A Cock and Bull for Kitty
A Cock and Bull for Kitty, deals with the case of Blair v. Blair, a lawsuit
arising out of the scandalous affair between the colony's last royal governor Lord
Dunmore and nineteen-year-old Kitty Eustace Blair. Writing in the preface, Colonial
Williamsburg Vice President James Horn, says, "It was, as Morrow asserts, a newspaperman's
dream, involving a wealthy and long established family of impeccable reputation,
a distressed, young and attractive wife, and the most intimate sexual details pertaining
to the newlyweds. The upshot turns out to be as unpredictable as the causes of the
action in the first place.
$11.99
The Greatest Lawyer That Ever Lived, Revised Edition
The Greatest Lawyer That Ever Lived: Patrick Henry at the Bar of History,
attempts to answer the question of how Henry became, in Thomas Jefferson's words,
"the greatest orator that ever lived." The book further details, in "Patrick Henry and The Puffing Squirt,"
Jefferson's plot, after Henry's death, to destroy his character and reputation for generations unborn.
New material in this edition is an analysis of Henry's shocking defense for owning slaves,
one so artfully offered that Quaker abolitionists found it "very acceptable."
In the Preface to the book, Richard Schumann, Colonial Williamsburg's Patrick Henry,
says "were Henry to read this work, he might very well be heard to say, 'Vindication and redemption at last!'"
$14.99
War! Patrick Henry's Finest Hour, Lord Dunmore's Worst
"War!", the 8th book in the Williamsburg in Character series, War! is about war on a small scale, less about people dying than
people just being people. Lord Dunmore’s worst defect, bad judgment,
is a foil for Patrick Henry’s greatest virtue, intrepidity. The grudge
match between good and evil fades to the spectacle of an “humane
good man,” as one loyalist termed Dunmore, laboring to turn himself
into a “monster,” even as his bête noir, Henry, is putting down a mutiny
of his own men. This is truly his finest hour.
$11.99
A Wound on His Spirit: Thomas Jefferson's Disastrous Two Years as Governor of Virginia
"A Wound on His Spirit", is the 9th book in the Williamsburg in Character series. The year is 1781, Thomas Jefferson is Governor and Virginia is
enduring its third British invasion. The legislature, led by Patrick
Henry, has fled to avoid capture by Col. Banastre Tarleton’s dragoons,
while Jefferson, warned of their approach, has found himself obliged to
make a pretty good imitation of a panicky plunge into the shrubbery at
Monticello, an act which will later occasion a legislative inquiry into his
fitness to be governor. Jefferson will emerge from the inquiry with his
good name intact, but with “a wound on [his] spirit.” For this, he will
blame Patrick Henry. For his failures as Governor of Virginia, scholars
will blame the times, while insisting that he be held to a lower standard
than that of “a high-powered modern executive.”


Task to carry out:
Every line of the listing that contains the word "OTHER" is to be copied out.

Data excerpts:
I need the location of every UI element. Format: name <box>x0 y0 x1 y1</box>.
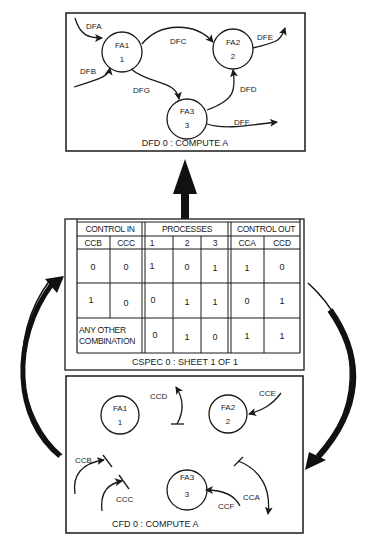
col-header-ccd: CCD <box>273 238 291 248</box>
dfd-process-fa2[interactable]: FA2 2 <box>213 29 253 69</box>
svg-text:1: 1 <box>212 263 217 273</box>
svg-text:0: 0 <box>90 262 95 272</box>
dfd-diagram: FA1 1 FA2 2 FA3 3 DFA DFB DFC DFD <box>66 13 305 151</box>
cfd-flow-ccd: CCD <box>150 387 184 424</box>
dfd-flow-dfc: DFC <box>142 27 213 46</box>
process-name: FA3 <box>180 473 195 482</box>
svg-text:COMBINATION: COMBINATION <box>79 336 135 346</box>
process-number: 3 <box>185 490 190 499</box>
cfd-flow-ccc: CCC <box>102 475 134 511</box>
cfd-process-fa3[interactable]: FA3 3 <box>167 470 207 510</box>
svg-text:0: 0 <box>184 262 189 272</box>
svg-text:1: 1 <box>279 331 284 341</box>
header-processes: PROCESSES <box>162 224 213 234</box>
svg-text:CCA: CCA <box>243 493 261 502</box>
svg-text:DFB: DFB <box>80 67 96 76</box>
table-row: 0 0 1 0 1 1 0 <box>90 261 284 273</box>
dfd-flow-dfd: DFD <box>207 70 257 110</box>
svg-text:1: 1 <box>149 261 154 271</box>
svg-text:0: 0 <box>244 296 249 306</box>
svg-text:1: 1 <box>184 332 189 342</box>
cspec-caption: CSPEC 0 : SHEET 1 OF 1 <box>132 357 238 367</box>
svg-text:1: 1 <box>212 297 217 307</box>
svg-text:DFC: DFC <box>170 37 187 46</box>
svg-text:1: 1 <box>244 263 249 273</box>
process-number: 1 <box>120 55 125 64</box>
cfd-process-fa1[interactable]: FA1 1 <box>101 396 139 434</box>
cspec-table: CONTROL IN PROCESSES CONTROL OUT CCB CCC… <box>65 219 304 370</box>
table-row: ANY OTHER COMBINATION 0 1 0 1 1 <box>79 325 285 346</box>
svg-text:1: 1 <box>184 297 189 307</box>
svg-text:0: 0 <box>150 295 155 305</box>
left-curved-arrow-icon <box>23 276 64 456</box>
svg-text:DFA: DFA <box>86 22 102 31</box>
process-name: FA2 <box>226 38 241 47</box>
dfd-process-fa1[interactable]: FA1 1 <box>102 32 142 72</box>
header-control-out: CONTROL OUT <box>237 224 295 234</box>
dfd-process-fa3[interactable]: FA3 3 <box>167 99 207 139</box>
process-number: 2 <box>226 417 231 426</box>
up-arrow-icon <box>173 159 197 219</box>
col-header-process-1: 1 <box>150 238 155 248</box>
dfd-flow-dfg: DFG <box>131 69 179 99</box>
col-header-process-3: 3 <box>213 238 218 248</box>
col-header-process-2: 2 <box>185 238 190 248</box>
cfd-diagram: FA1 1 FA2 2 FA3 3 CCD CCE CCB <box>66 376 303 533</box>
svg-text:CCB: CCB <box>75 456 92 465</box>
col-header-ccb: CCB <box>84 238 102 248</box>
svg-text:0: 0 <box>212 332 217 342</box>
cfd-process-fa2[interactable]: FA2 2 <box>209 395 247 433</box>
svg-text:1: 1 <box>88 295 93 305</box>
dfd-flow-dfe: DFE <box>253 28 285 48</box>
header-control-in: CONTROL IN <box>85 224 134 234</box>
svg-text:CCC: CCC <box>116 495 134 504</box>
svg-text:0: 0 <box>152 330 157 340</box>
process-name: FA2 <box>221 403 236 412</box>
process-name: FA1 <box>115 41 130 50</box>
cfd-flow-cce: CCE <box>249 389 281 414</box>
col-header-ccc: CCC <box>117 238 135 248</box>
svg-text:0: 0 <box>123 262 128 272</box>
dfd-flow-dfb: DFB <box>74 67 110 87</box>
svg-text:DFE: DFE <box>257 33 273 42</box>
process-number: 3 <box>185 121 190 130</box>
svg-text:DFD: DFD <box>240 85 257 94</box>
svg-text:CCD: CCD <box>150 392 168 401</box>
col-header-cca: CCA <box>238 238 256 248</box>
process-name: FA3 <box>180 107 195 116</box>
dfd-flow-dfa: DFA <box>75 18 102 38</box>
svg-text:DFF: DFF <box>234 118 250 127</box>
dfd-caption: DFD 0 : COMPUTE A <box>142 138 229 148</box>
cfd-caption: CFD 0 : COMPUTE A <box>112 519 199 529</box>
svg-text:ANY OTHER: ANY OTHER <box>79 325 126 335</box>
svg-text:1: 1 <box>279 296 284 306</box>
dfd-flow-dff: DFF <box>207 118 277 127</box>
table-row: 1 0 0 1 1 0 1 <box>88 295 284 308</box>
cfd-flow-ccb: CCB <box>74 455 112 494</box>
svg-text:0: 0 <box>279 262 284 272</box>
svg-text:DFG: DFG <box>133 86 150 95</box>
svg-text:CCF: CCF <box>218 502 235 511</box>
right-curved-arrow-icon <box>305 283 353 470</box>
process-number: 1 <box>118 418 123 427</box>
svg-text:CCE: CCE <box>259 389 276 398</box>
process-name: FA1 <box>113 404 128 413</box>
cfd-flow-ccf: CCF <box>206 490 240 511</box>
svg-text:1: 1 <box>244 331 249 341</box>
svg-text:0: 0 <box>123 298 128 308</box>
process-number: 2 <box>231 52 236 61</box>
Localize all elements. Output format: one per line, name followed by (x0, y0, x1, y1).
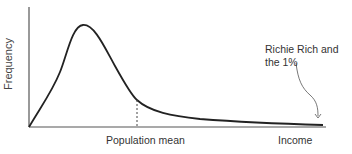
mean-label: Population mean (106, 134, 185, 146)
y-axis-label: Frequency (2, 38, 14, 90)
income-distribution-chart (0, 0, 352, 154)
annotation-line-2: the 1% (265, 56, 298, 68)
distribution-curve (29, 25, 323, 127)
annotation-line-1: Richie Rich and (265, 43, 339, 55)
x-axis-label: Income (278, 134, 312, 146)
annotation-arrow (296, 63, 318, 116)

Solution to this task:
table-row: ANY OTHER COMBINATION 0 1 0 1 1 <box>79 325 285 346</box>
svg-text:ANY OTHER: ANY OTHER <box>79 325 126 335</box>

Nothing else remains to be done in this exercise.